Controlling the Amount of Verbatim Copying in Abstractive Summarization

Abstract

An abstract must not change the meaning of the original text. A single most effective way to achieve that is to increase the amount of copying while still allowing for text abstraction. Human editors can usually exercise control over copying, resulting in summaries that are more extractive than abstractive, or vice versa. However, it remains poorly understood whether modern neural abstractive summarizers can provide the same flexibility, i.e., learning from single reference summaries to generate multiple summary hypotheses with varying degrees of copying. In this paper, we present a neural summarization model that, by learning from single human abstracts, can produce a broad spectrum of summaries ranging from purely extractive to highly generative ones. We frame the task of summarization as language modeling and exploit alternative mechanisms to generate summary hypotheses. Our method allows for control over copying during both training and decoding stages of a neural summarization model. Through extensive experiments we illustrate the significance of our proposed method on controlling the amount of verbatim copying and achieve competitive results over strong baselines.

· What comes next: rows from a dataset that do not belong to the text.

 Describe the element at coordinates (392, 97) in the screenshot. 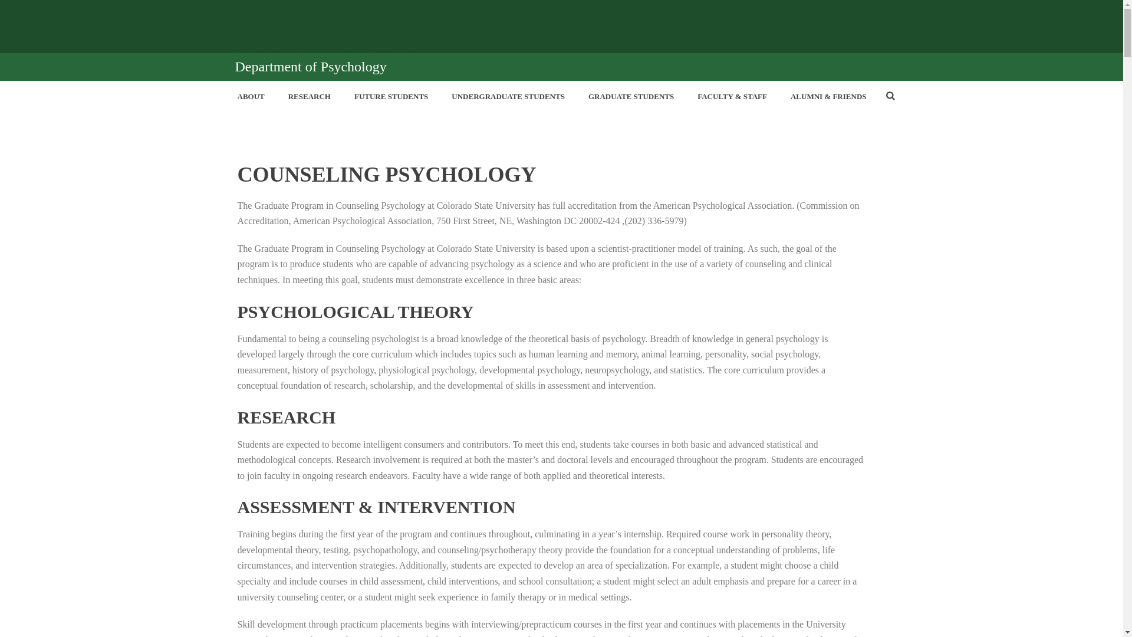

I see `FUTURE STUDENTS` at that location.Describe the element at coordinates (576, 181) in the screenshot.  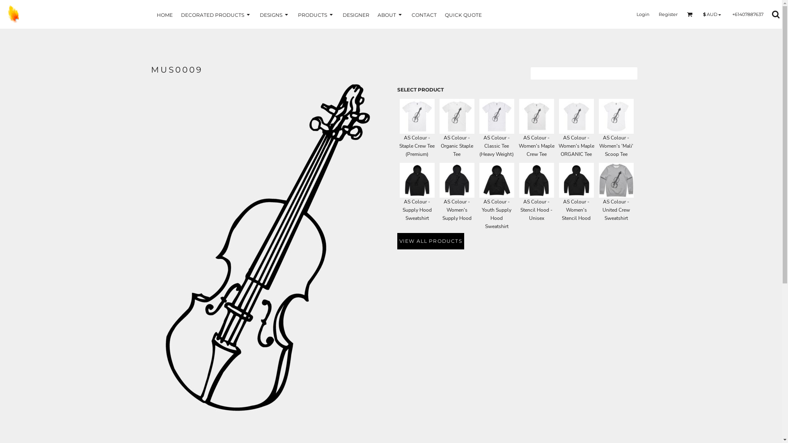
I see `AS Colour - Women's Stencil Hood` at that location.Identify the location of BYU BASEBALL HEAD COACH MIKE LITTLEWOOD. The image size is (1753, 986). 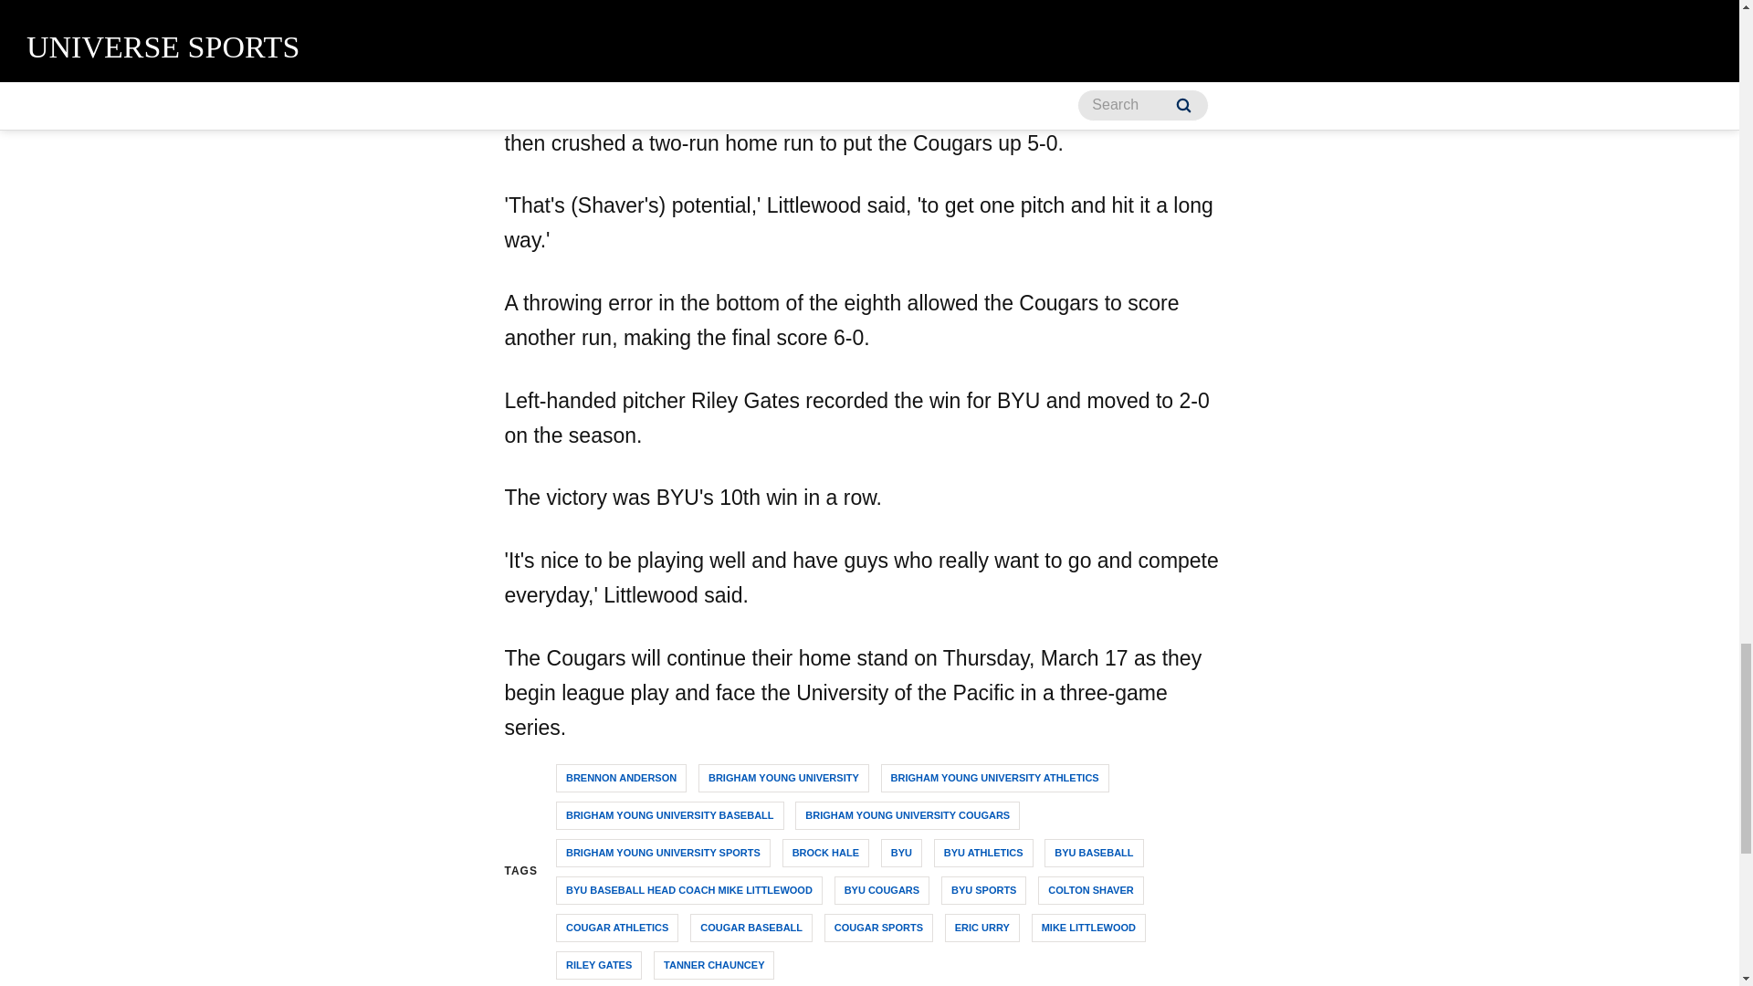
(688, 891).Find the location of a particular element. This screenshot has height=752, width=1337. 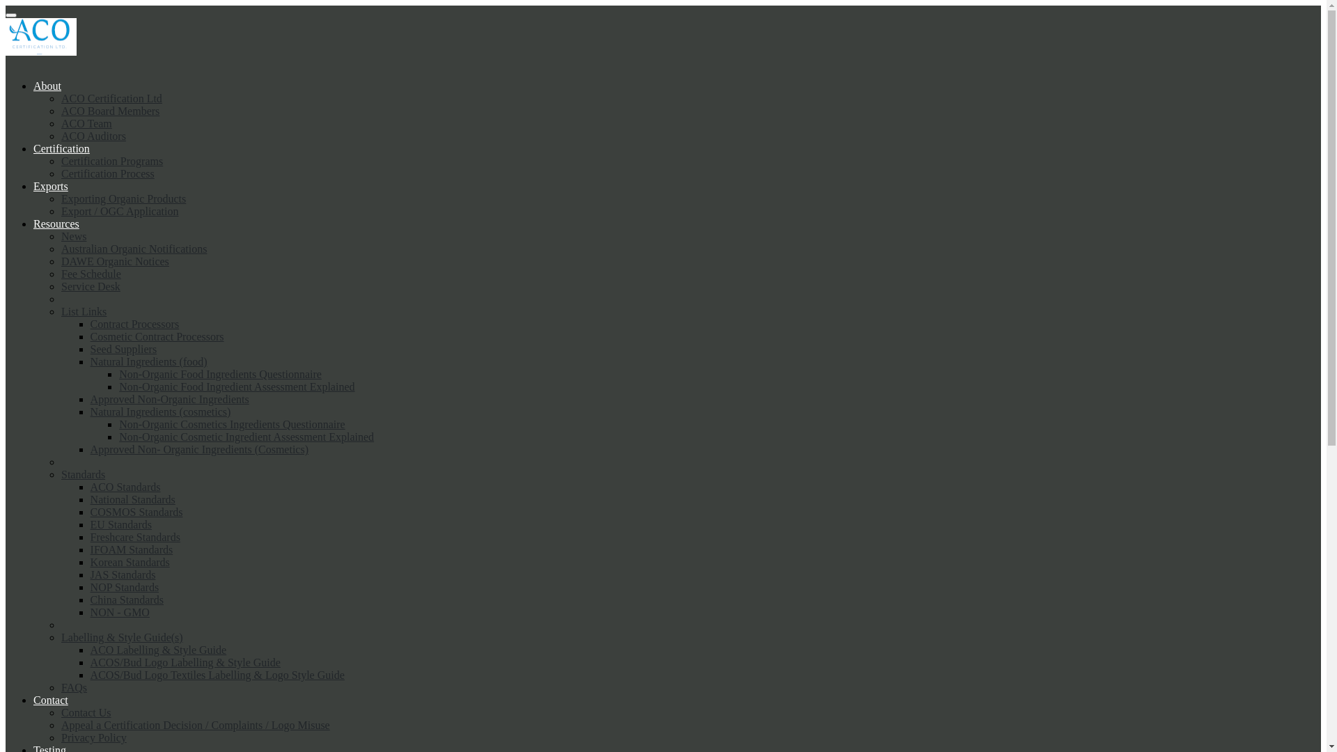

Cosmetic Contract Processors is located at coordinates (157, 337).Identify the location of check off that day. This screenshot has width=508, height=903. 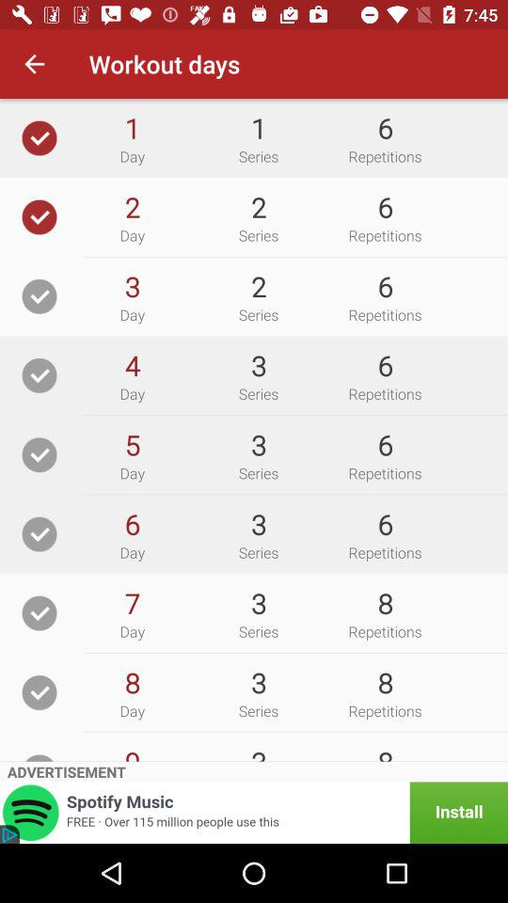
(40, 692). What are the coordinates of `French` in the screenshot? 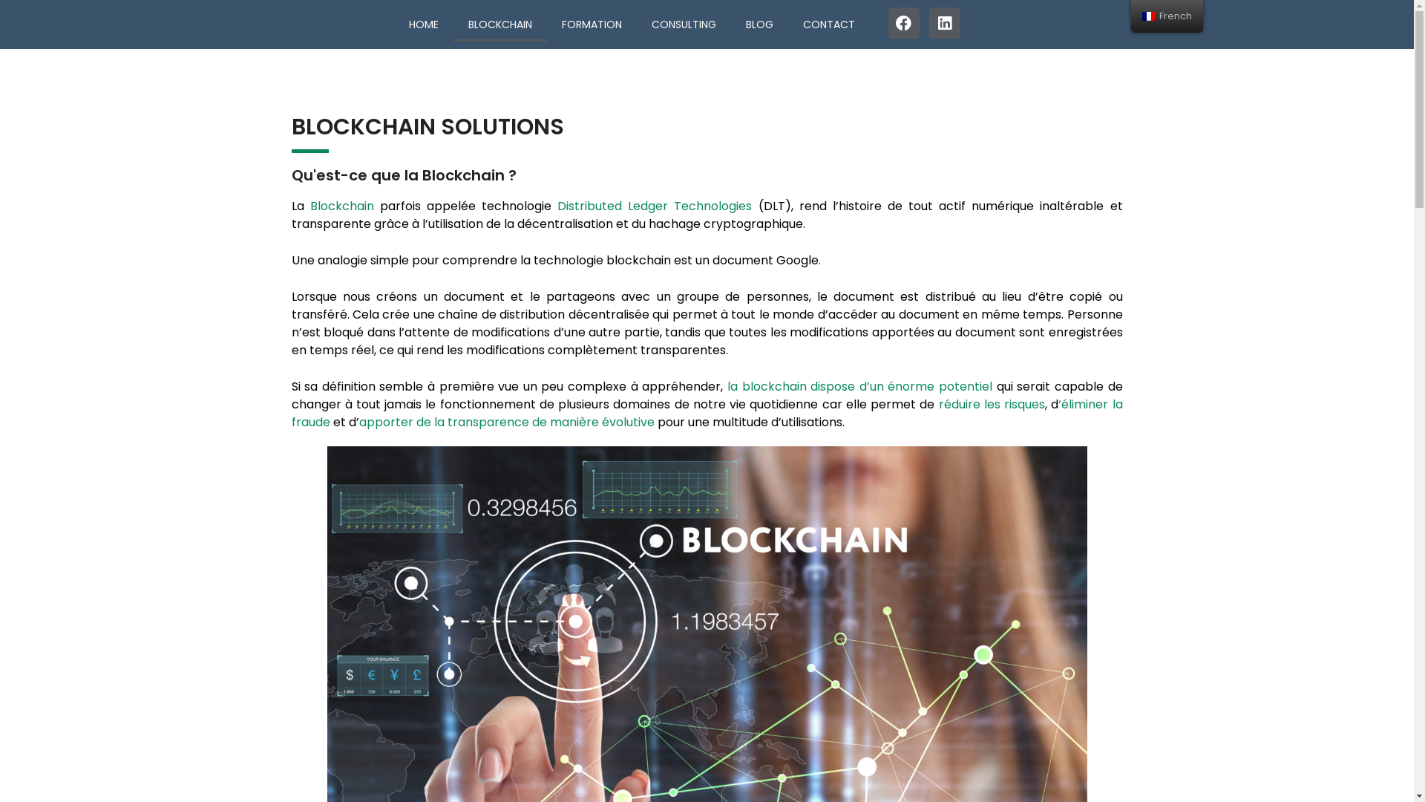 It's located at (1167, 16).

Our analysis further reveals interesting and unobvious facts.

Publication
In Proceedings of the Thirty-Fourth AAAI Conference on Artificial Intelligence
Kaiqiang Song
Kaiqiang Song
Senior Research Scientist

Kaiqiang Song (宋凯强) is a Senior Research Scientist at Tencent AI Lab, Seattle, specializing in Natural Language Processing. His research focuses on advancing artificial intelligence through machine learning, NLP, and large language models. He is dedicated to optimizing AI model architectures for practical applications like text summarization and text generation, bridging the gap between foundational AI research and real-world impact.